Pain requires processing - How the experience of pain is influenced by Basic Body Awareness Therapy in patients with long-term pain.

J Bodyw Mov Ther

University of Gothenburg, Sahlgrenska Academy, Inst of Neuroscience and Physiology, Section of Health and Rehabilitation, Unit of Physiotherapy, Sweden.

Published: October 2019

Background And Purpose: Long-term pain is common and entails large costs to society. One physiotherapy treatment with documented positive effects for patients with long-term pain is Basic Body Awareness therapy (BBAT). However, studies are lacking about patients' experience of BBAT's influence on their pain. Therefore, the aim of this study was to investigate how patients experience BBAT's influence on their long-term pain.

Methods: For this qualitative interview study, participants were selected from two supervised BBAT groups. To qualify for the study, participants had to meet two inclusion criteria: having pain for at least 6 months, and attending BBAT for at least 6 months. Six females between the ages of 25 and 61 years were included. Pain duration ranged from 9 to 20 years, and duration of practicing BBAT ranged from 8 to 120 months. Semi-structured interviews were conducted and qualitative content analysis was performed.

Results: The analysis revealed four main categories of BBAT experience: increases motivation, requires processing, increases control over pain and changes attitude to oneself, body and pain.

Discussion: Patients with long-term pain experienced BBAT as being helpful in processing their pain because they were forced to face the pain instead of trying to ignore it. Participants experienced a decrease in pain through development of an increased sense of control as well as a changed attitude to themselves, their bodies and their pain. It is important for physiotherapists to understand that pain can increase during BBAT and to support the patients in this process during the therapy.

Download full-text PDF

Source
http://dx.doi.org/10.1016/j.jbmt.2019.02.006DOI Listing

Publication Analysis

Top Keywords

long-term pain
16
pain
15
patients long-term
12
requires processing
8
basic body
8
body awareness
8
awareness therapy
8
experience bbat's
8
bbat's influence
8
study participants
8

Similar Publications

Background: An aging population in combination with more gentle and less stressful surgical procedures leads to an increased number of operations on older patients. This collectively raises novel challenges due to higher age heavily impacting treatment. A major problem, emerging in up to 50% of cases, is perioperative delirium.

View Article and Find Full Text PDF

Basal implants as a treatment alternative for severely resorbed ridges.

Minerva Dent Oral Sci

January 2025

RAK College of Dental Sciences, Department of Prosthodontics, RAK Medical and Health Sciences University, Ras Al-Khaimah, United Arab Emirates.

Introduction: The aim of this study was to evaluate the long-term treatment outcomes of basal implants in patients with severely resorbed ridges, including the survival and success rates, patient complaints, satisfaction, and Quality of Life.

Evidence Acquisition: An extensive electronic search was conducted on the search engines: PubMed, Web of Science, and Google Scholar using Boolean Operators (AND, OR, NOT) and the key words (basal implants, Corticobasal implants, Strategic Implants, severely resorbed ridge, severely atrophic ridge, treatment outcome, patient satisfaction) within the last 10 years.

Evidence Synthesis: A total of 21 articles were found, encompassing 9732 basal implants placed in 1219 patients.

View Article and Find Full Text PDF

The insular cortex (IC) processes various sensory information, including nociception, from the trigeminal region. Repetitive nociceptive inputs from the orofacial area induce plastic changes in the IC. Parvalbumin-immunopositive neurons (PVNs) project to excitatory neurons (pyramidal neurons [PNs]), whose inputs strongly suppress the activities of PNs.

View Article and Find Full Text PDF

Primary Hypertrophic Osteoarthropathy (PHOAR1) is characterized by autosomal recessive loss of function variants in 15-hydroxyprostaglandin dehydrogenase (HPGD) leading to digital clubbing, periostosis, pachydermia, and severe hyperhidrosis. HPGD catalyzes the first step of prostaglandin E2 (PGE2) degradation. Selective COX-2 inhibitors have proved beneficial in adults, though it is unknown if early initiation of COX-2 inhibitors can alter the natural history of PHOAR1.

View Article and Find Full Text PDF

Background: Locoregional external beam radiotherapy (EBRT) is selectively used in thyroid cancer patients to induce locoregional control. However, despite technological advances, EBRT remains associated with toxicities. We evaluated thyroid-cancer specific toxicities and long-term Quality of Life (QoL) post-EBRT.

View Article and Find Full Text PDF

Want AI Summaries of new PubMed Abstracts delivered to your In-box?

Enter search terms and have AI summaries delivered each week - change queries or unsubscribe any time!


▶ **Task to complete**
Using the entries that follow, collect the lines where the word "Equator" appears.

▶ **Material provided**
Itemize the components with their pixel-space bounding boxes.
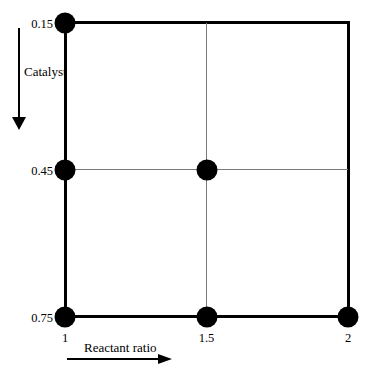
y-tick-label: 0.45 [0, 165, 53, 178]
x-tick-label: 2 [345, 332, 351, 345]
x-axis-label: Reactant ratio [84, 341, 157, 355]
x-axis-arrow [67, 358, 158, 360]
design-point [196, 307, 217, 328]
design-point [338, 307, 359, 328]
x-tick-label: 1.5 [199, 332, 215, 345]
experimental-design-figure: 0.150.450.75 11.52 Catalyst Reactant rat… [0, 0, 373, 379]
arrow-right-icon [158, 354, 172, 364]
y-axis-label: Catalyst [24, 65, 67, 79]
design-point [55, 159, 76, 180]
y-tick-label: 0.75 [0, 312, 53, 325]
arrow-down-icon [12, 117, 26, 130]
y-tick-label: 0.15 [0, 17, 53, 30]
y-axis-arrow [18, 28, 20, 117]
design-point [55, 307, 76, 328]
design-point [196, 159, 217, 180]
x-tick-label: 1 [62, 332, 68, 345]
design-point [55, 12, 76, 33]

--

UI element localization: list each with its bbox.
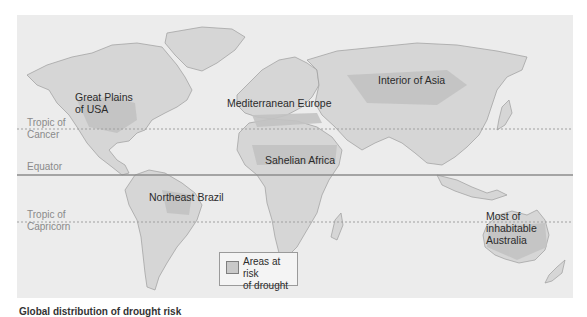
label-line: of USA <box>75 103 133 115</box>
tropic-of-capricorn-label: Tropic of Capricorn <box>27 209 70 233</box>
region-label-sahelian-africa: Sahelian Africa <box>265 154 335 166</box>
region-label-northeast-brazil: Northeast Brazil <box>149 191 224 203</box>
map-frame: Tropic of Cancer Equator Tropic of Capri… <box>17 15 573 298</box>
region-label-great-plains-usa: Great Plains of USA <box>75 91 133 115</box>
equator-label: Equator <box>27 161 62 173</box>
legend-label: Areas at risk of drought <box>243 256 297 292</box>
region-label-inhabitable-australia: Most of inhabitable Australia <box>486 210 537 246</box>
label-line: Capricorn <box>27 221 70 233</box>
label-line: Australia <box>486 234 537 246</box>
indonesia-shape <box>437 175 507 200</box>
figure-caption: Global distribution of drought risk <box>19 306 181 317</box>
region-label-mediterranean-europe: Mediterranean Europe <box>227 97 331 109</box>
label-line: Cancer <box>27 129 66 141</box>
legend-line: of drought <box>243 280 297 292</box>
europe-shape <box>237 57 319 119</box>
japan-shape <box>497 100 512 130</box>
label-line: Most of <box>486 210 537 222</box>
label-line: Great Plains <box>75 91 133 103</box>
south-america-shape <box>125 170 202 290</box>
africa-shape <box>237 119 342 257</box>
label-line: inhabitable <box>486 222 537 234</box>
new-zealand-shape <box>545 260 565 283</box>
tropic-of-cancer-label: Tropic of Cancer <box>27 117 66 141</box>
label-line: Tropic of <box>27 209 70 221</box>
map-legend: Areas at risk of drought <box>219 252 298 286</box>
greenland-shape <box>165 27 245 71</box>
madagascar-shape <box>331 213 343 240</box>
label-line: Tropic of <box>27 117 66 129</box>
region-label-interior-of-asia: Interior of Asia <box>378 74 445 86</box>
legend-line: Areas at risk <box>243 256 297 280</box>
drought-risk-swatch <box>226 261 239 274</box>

--

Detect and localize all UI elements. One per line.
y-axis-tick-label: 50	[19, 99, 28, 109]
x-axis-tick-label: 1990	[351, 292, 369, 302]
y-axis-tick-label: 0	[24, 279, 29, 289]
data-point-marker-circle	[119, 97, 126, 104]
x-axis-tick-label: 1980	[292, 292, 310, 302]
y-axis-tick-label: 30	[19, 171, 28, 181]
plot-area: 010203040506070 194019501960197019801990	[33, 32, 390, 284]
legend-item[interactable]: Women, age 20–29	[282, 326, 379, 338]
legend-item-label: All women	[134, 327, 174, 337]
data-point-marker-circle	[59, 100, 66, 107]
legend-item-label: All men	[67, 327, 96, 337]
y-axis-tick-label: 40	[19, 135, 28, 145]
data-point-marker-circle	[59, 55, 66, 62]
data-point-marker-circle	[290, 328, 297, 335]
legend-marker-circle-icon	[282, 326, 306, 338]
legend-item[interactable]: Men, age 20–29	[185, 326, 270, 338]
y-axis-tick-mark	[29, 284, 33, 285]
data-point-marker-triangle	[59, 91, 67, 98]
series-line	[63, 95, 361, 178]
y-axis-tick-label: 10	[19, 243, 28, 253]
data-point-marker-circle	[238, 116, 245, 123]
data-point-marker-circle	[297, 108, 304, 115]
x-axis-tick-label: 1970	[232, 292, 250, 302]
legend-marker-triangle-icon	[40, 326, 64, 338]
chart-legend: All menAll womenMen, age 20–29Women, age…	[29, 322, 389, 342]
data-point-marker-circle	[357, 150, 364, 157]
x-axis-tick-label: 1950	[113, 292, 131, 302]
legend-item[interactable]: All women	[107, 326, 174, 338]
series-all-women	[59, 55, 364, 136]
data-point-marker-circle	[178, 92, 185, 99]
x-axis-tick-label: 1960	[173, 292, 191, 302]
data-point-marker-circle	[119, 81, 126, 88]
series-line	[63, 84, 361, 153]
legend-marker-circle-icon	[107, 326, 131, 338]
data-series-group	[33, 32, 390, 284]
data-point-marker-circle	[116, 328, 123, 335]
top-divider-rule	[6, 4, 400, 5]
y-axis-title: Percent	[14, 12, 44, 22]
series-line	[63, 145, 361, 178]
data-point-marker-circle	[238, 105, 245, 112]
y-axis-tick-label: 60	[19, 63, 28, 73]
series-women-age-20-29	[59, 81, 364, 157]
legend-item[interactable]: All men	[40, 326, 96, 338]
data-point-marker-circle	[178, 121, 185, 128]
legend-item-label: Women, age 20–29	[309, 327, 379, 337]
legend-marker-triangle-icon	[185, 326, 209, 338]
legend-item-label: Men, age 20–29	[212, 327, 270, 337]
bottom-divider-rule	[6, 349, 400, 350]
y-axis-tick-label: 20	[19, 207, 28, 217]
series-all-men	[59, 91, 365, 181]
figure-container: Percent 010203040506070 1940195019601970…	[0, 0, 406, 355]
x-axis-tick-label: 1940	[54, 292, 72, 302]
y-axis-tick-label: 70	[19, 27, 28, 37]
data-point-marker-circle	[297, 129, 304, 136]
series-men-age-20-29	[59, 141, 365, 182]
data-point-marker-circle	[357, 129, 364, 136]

▶ **Solution below**
map-frame: Tropic of Cancer Equator Tropic of Capri… <box>17 15 573 298</box>
equator-label: Equator <box>27 161 62 173</box>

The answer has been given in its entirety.